09/03/2026
Held a wonderful book launch and workshop this evening with Online Events.
We explored a topic I keep returning to more and more: the difference between working in a trauma-informed way and working in a neuro-informed way.
I notice that when I watch a film, listen to a podcast, or talk with others, trauma-informed logic often comes in very quickly. In many ways, this is a good thing. I think it is fantastic that this generation is so psychologically informed. People are becoming more able to recognise the emotional reasons behind behaviour, feelings, and patterns of thinking.
But there is also a risk here.
We can begin to assume that everything comes from trauma.

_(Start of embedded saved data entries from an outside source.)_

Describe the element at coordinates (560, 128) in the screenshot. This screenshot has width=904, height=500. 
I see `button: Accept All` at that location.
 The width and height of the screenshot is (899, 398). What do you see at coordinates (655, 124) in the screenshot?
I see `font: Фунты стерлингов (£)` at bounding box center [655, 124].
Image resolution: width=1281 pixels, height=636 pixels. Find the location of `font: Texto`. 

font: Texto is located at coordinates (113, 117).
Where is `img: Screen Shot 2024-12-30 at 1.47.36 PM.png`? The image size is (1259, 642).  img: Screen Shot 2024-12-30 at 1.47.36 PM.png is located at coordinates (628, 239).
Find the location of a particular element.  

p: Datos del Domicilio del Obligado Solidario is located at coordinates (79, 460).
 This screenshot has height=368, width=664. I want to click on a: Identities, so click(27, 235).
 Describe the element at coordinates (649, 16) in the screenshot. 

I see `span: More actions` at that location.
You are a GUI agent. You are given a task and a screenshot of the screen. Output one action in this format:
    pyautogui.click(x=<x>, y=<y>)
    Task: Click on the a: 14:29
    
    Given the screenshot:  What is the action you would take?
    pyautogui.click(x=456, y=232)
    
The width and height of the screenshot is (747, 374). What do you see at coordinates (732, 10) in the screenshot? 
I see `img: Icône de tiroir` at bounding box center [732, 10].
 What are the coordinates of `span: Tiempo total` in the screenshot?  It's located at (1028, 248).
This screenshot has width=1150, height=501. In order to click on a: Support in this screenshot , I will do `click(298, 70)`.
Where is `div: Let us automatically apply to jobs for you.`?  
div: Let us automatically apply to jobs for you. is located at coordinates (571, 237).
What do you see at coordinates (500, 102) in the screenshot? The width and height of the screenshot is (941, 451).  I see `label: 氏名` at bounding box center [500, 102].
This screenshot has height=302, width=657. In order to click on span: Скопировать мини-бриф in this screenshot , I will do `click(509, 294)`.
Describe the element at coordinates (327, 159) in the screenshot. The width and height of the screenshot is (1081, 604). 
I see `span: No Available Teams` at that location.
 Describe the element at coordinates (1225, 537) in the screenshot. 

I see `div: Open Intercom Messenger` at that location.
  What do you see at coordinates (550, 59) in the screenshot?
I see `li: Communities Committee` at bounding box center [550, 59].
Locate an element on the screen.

Sometimes dysregulation, overwhelm, shutdown, inconsistency, or difficulty coping are not primarily trauma responses. Sometimes they are neurodivergent responses linked to capacity overload, sensory strain, executive function pressure, or nervous system depletion.
That means we need to widen the question.
Not just:
“What happened to this person?”
or
“What made them feel unsafe?”
But also:
“Is this a neurodivergent response coming from overload in capacity, or a trauma response coming from lack of safety?”
That distinction matters.
It shapes how we understand people.
It shapes the kind of compassion we bring.
And it shapes the support we offer.
For me, the future is not trauma-informed or neuro-informed.
It is being able to think in both ways and to tell the difference.